Testing Use Cases
When working with Fathym, there are many different approaches to take when testing new application versions. Depending on your needs, team size, and application footprint you may find that you need a combination of these or that one approach may work. We'll use the rest of this guide to explore how Fathym's micro frontend capabilities can be used to orchestrate testing.
Testing Routes
One approach that can be used is to create a set of dedicated routes for testing. This most often includes some sort of shared base route, an individual or team identifier, and an application identifier: /{root}/{individual_or_team}/{app}
.
This approach won't always work as not all applications can easily be run on paths that aren't defined at build time. While this can be overcome in the build process, it becomes a cumbersome approach due to the customizations needed in DevOps. No worries, if this is your issue, header filters can help with testing scenarios on a shared path.
Individual Testing Routes
Let's say that Matt is a QA resource assigned to test a story from one of the developers on the public web application. In order to set up a route to execute his testing, that won't impact the production site, he creates a new testing route for /qa/matt/public-web
and configures the application to point at the version of the public web application the developer completed and needs tested.
Team Testing Routes
Once Matt completes testing of the individual development branch, that code is then merged into an integration branch. Using a team testing route like /qa/int/public-web
, the team can ensure anyone can take a look at the current integration release before being pushed to master/main. Someone would simply go unpack the latest integration version of the application anytime changes were made.
Testing with Header Filters
This works much the same way as the other testing routes, but allow for the use of the same path usage in production and testing configurations. Let's say there is a Docusaurus app built to run on the /docs
path. We want to achieve individual and team testing scenarios here as well. To do this, a header filter can be configured that will use the development or integration versions of the app based on a user defined header value.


WHAT TO DO: The whole listing below is to be copied exactly, with every picture left out.

MATERIAL SUPPLIED:
____________________

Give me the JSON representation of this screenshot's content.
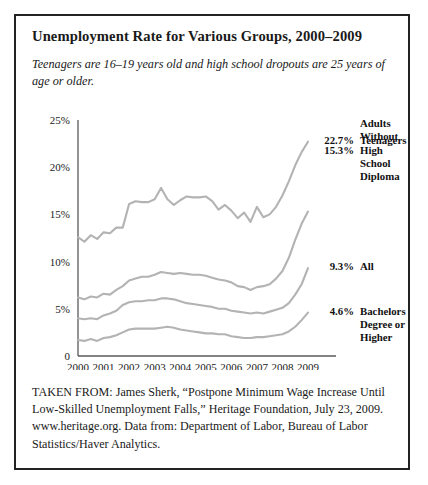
{
  "figure": {
    "title": "Unemployment Rate for Various Groups, 2000–2009",
    "subtitle": "Teenagers are 16–19 years old and high school dropouts are 25 years of age or older.",
    "caption": "TAKEN FROM: James Sherk, “Postpone Minimum Wage Increase Until Low-Skilled Unemployment Falls,” Heritage Foundation, July 23, 2009. www.heritage.org. Data from: Department of Labor, Bureau of Labor Statistics/Haver Analytics.",
    "border_color": "#232323",
    "background_color": "#ffffff"
  },
  "chart_data": {
    "type": "line",
    "title": "Unemployment Rate for Various Groups, 2000–2009",
    "xlabel": "",
    "ylabel": "",
    "xlim": [
      2000,
      2009
    ],
    "ylim": [
      0,
      25
    ],
    "grid": false,
    "legend_position": "right-inline-end-labels",
    "line_color": "#b3b3b3",
    "axis_color": "#5a5a5a",
    "ytick_labels": [
      "0",
      "5%",
      "10%",
      "15%",
      "20%",
      "25%"
    ],
    "ytick_values": [
      0,
      5,
      10,
      15,
      20,
      25
    ],
    "xtick_labels": [
      "2000",
      "2001",
      "2002",
      "2003",
      "2004",
      "2005",
      "2006",
      "2007",
      "2008",
      "2009"
    ],
    "xtick_values": [
      2000,
      2001,
      2002,
      2003,
      2004,
      2005,
      2006,
      2007,
      2008,
      2009
    ],
    "x": [
      2000.0,
      2000.25,
      2000.5,
      2000.75,
      2001.0,
      2001.25,
      2001.5,
      2001.75,
      2002.0,
      2002.25,
      2002.5,
      2002.75,
      2003.0,
      2003.25,
      2003.5,
      2003.75,
      2004.0,
      2004.25,
      2004.5,
      2004.75,
      2005.0,
      2005.25,
      2005.5,
      2005.75,
      2006.0,
      2006.25,
      2006.5,
      2006.75,
      2007.0,
      2007.25,
      2007.5,
      2007.75,
      2008.0,
      2008.25,
      2008.5,
      2008.75,
      2009.0
    ],
    "series": [
      {
        "name": "Teenagers",
        "end_label": "22.7%",
        "end_value": 22.7,
        "values": [
          12.6,
          12.1,
          12.8,
          12.4,
          13.1,
          13.0,
          13.6,
          13.6,
          16.1,
          16.4,
          16.3,
          16.3,
          16.6,
          17.8,
          16.6,
          16.0,
          16.5,
          16.9,
          16.8,
          16.8,
          16.9,
          16.4,
          15.5,
          16.0,
          15.4,
          14.6,
          15.2,
          14.2,
          15.8,
          14.7,
          15.0,
          15.8,
          17.0,
          18.5,
          20.2,
          21.6,
          22.7
        ]
      },
      {
        "name": "Adults Without High School Diploma",
        "end_label": "15.3%",
        "end_value": 15.3,
        "values": [
          6.2,
          6.0,
          6.3,
          6.2,
          6.6,
          6.5,
          7.0,
          7.4,
          8.0,
          8.2,
          8.4,
          8.4,
          8.6,
          8.9,
          8.8,
          8.7,
          8.8,
          8.7,
          8.6,
          8.6,
          8.5,
          8.3,
          8.1,
          8.0,
          7.8,
          7.4,
          7.3,
          7.0,
          7.3,
          7.4,
          7.6,
          8.2,
          9.0,
          10.4,
          12.3,
          14.0,
          15.3
        ]
      },
      {
        "name": "All",
        "end_label": "9.3%",
        "end_value": 9.3,
        "values": [
          4.0,
          3.9,
          4.0,
          3.9,
          4.3,
          4.5,
          4.8,
          5.4,
          5.7,
          5.8,
          5.8,
          5.9,
          5.9,
          6.1,
          6.1,
          6.0,
          5.8,
          5.6,
          5.5,
          5.4,
          5.3,
          5.2,
          5.0,
          5.0,
          4.8,
          4.7,
          4.6,
          4.5,
          4.6,
          4.5,
          4.7,
          4.9,
          5.1,
          5.6,
          6.5,
          7.6,
          9.3
        ]
      },
      {
        "name": "Bachelors Degree or Higher",
        "end_label": "4.6%",
        "end_value": 4.6,
        "values": [
          1.7,
          1.6,
          1.8,
          1.6,
          1.9,
          2.0,
          2.2,
          2.5,
          2.8,
          2.9,
          2.9,
          2.9,
          2.9,
          3.0,
          3.1,
          3.0,
          2.8,
          2.7,
          2.6,
          2.5,
          2.4,
          2.4,
          2.3,
          2.3,
          2.1,
          2.0,
          1.9,
          1.9,
          2.0,
          2.0,
          2.1,
          2.2,
          2.3,
          2.6,
          3.1,
          3.8,
          4.6
        ]
      }
    ],
    "end_labels": [
      {
        "value": "22.7%",
        "name": "Teenagers",
        "name_lines": [
          "Teenagers"
        ]
      },
      {
        "value": "15.3%",
        "name": "Adults Without High School Diploma",
        "name_lines": [
          "Adults",
          "Without",
          "High",
          "School",
          "Diploma"
        ]
      },
      {
        "value": "9.3%",
        "name": "All",
        "name_lines": [
          "All"
        ]
      },
      {
        "value": "4.6%",
        "name": "Bachelors Degree or Higher",
        "name_lines": [
          "Bachelors",
          "Degree or",
          "Higher"
        ]
      }
    ]
  }
}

____________________

ANSWER AREA:
Give me the JSON representation of this screenshot's content.
{
  "figure": {
    "title": "Unemployment Rate for Various Groups, 2000–2009",
    "subtitle": "Teenagers are 16–19 years old and high school dropouts are 25 years of age or older.",
    "caption": "TAKEN FROM: James Sherk, “Postpone Minimum Wage Increase Until Low-Skilled Unemployment Falls,” Heritage Foundation, July 23, 2009. www.heritage.org. Data from: Department of Labor, Bureau of Labor Statistics/Haver Analytics.",
    "border_color": "#232323",
    "background_color": "#ffffff"
  },
  "chart_data": {
    "type": "line",
    "title": "Unemployment Rate for Various Groups, 2000–2009",
    "xlabel": "",
    "ylabel": "",
    "xlim": [
      2000,
      2009
    ],
    "ylim": [
      0,
      25
    ],
    "grid": false,
    "legend_position": "right-inline-end-labels",
    "line_color": "#b3b3b3",
    "axis_color": "#5a5a5a",
    "ytick_labels": [
      "0",
      "5%",
      "10%",
      "15%",
      "20%",
      "25%"
    ],
    "ytick_values": [
      0,
      5,
      10,
      15,
      20,
      25
    ],
    "xtick_labels": [
      "2000",
      "2001",
      "2002",
      "2003",
      "2004",
      "2005",
      "2006",
      "2007",
      "2008",
      "2009"
    ],
    "xtick_values": [
      2000,
      2001,
      2002,
      2003,
      2004,
      2005,
      2006,
      2007,
      2008,
      2009
    ],
    "x": [
      2000.0,
      2000.25,
      2000.5,
      2000.75,
      2001.0,
      2001.25,
      2001.5,
      2001.75,
      2002.0,
      2002.25,
      2002.5,
      2002.75,
      2003.0,
      2003.25,
      2003.5,
      2003.75,
      2004.0,
      2004.25,
      2004.5,
      2004.75,
      2005.0,
      2005.25,
      2005.5,
      2005.75,
      2006.0,
      2006.25,
      2006.5,
      2006.75,
      2007.0,
      2007.25,
      2007.5,
      2007.75,
      2008.0,
      2008.25,
      2008.5,
      2008.75,
      2009.0
    ],
    "series": [
      {
        "name": "Teenagers",
        "end_label": "22.7%",
        "end_value": 22.7,
        "values": [
          12.6,
          12.1,
          12.8,
          12.4,
          13.1,
          13.0,
          13.6,
          13.6,
          16.1,
          16.4,
          16.3,
          16.3,
          16.6,
          17.8,
          16.6,
          16.0,
          16.5,
          16.9,
          16.8,
          16.8,
          16.9,
          16.4,
          15.5,
          16.0,
          15.4,
          14.6,
          15.2,
          14.2,
          15.8,
          14.7,
          15.0,
          15.8,
          17.0,
          18.5,
          20.2,
          21.6,
          22.7
        ]
      },
      {
        "name": "Adults Without High School Diploma",
        "end_label": "15.3%",
        "end_value": 15.3,
        "values": [
          6.2,
          6.0,
          6.3,
          6.2,
          6.6,
          6.5,
          7.0,
          7.4,
          8.0,
          8.2,
          8.4,
          8.4,
          8.6,
          8.9,
          8.8,
          8.7,
          8.8,
          8.7,
          8.6,
          8.6,
          8.5,
          8.3,
          8.1,
          8.0,
          7.8,
          7.4,
          7.3,
          7.0,
          7.3,
          7.4,
          7.6,
          8.2,
          9.0,
          10.4,
          12.3,
          14.0,
          15.3
        ]
      },
      {
        "name": "All",
        "end_label": "9.3%",
        "end_value": 9.3,
        "values": [
          4.0,
          3.9,
          4.0,
          3.9,
          4.3,
          4.5,
          4.8,
          5.4,
          5.7,
          5.8,
          5.8,
          5.9,
          5.9,
          6.1,
          6.1,
          6.0,
          5.8,
          5.6,
          5.5,
          5.4,
          5.3,
          5.2,
          5.0,
          5.0,
          4.8,
          4.7,
          4.6,
          4.5,
          4.6,
          4.5,
          4.7,
          4.9,
          5.1,
          5.6,
          6.5,
          7.6,
          9.3
        ]
      },
      {
        "name": "Bachelors Degree or Higher",
        "end_label": "4.6%",
        "end_value": 4.6,
        "values": [
          1.7,
          1.6,
          1.8,
          1.6,
          1.9,
          2.0,
          2.2,
          2.5,
          2.8,
          2.9,
          2.9,
          2.9,
          2.9,
          3.0,
          3.1,
          3.0,
          2.8,
          2.7,
          2.6,
          2.5,
          2.4,
          2.4,
          2.3,
          2.3,
          2.1,
          2.0,
          1.9,
          1.9,
          2.0,
          2.0,
          2.1,
          2.2,
          2.3,
          2.6,
          3.1,
          3.8,
          4.6
        ]
      }
    ],
    "end_labels": [
      {
        "value": "22.7%",
        "name": "Teenagers",
        "name_lines": [
          "Teenagers"
        ]
      },
      {
        "value": "15.3%",
        "name": "Adults Without High School Diploma",
        "name_lines": [
          "Adults",
          "Without",
          "High",
          "School",
          "Diploma"
        ]
      },
      {
        "value": "9.3%",
        "name": "All",
        "name_lines": [
          "All"
        ]
      },
      {
        "value": "4.6%",
        "name": "Bachelors Degree or Higher",
        "name_lines": [
          "Bachelors",
          "Degree or",
          "Higher"
        ]
      }
    ]
  }
}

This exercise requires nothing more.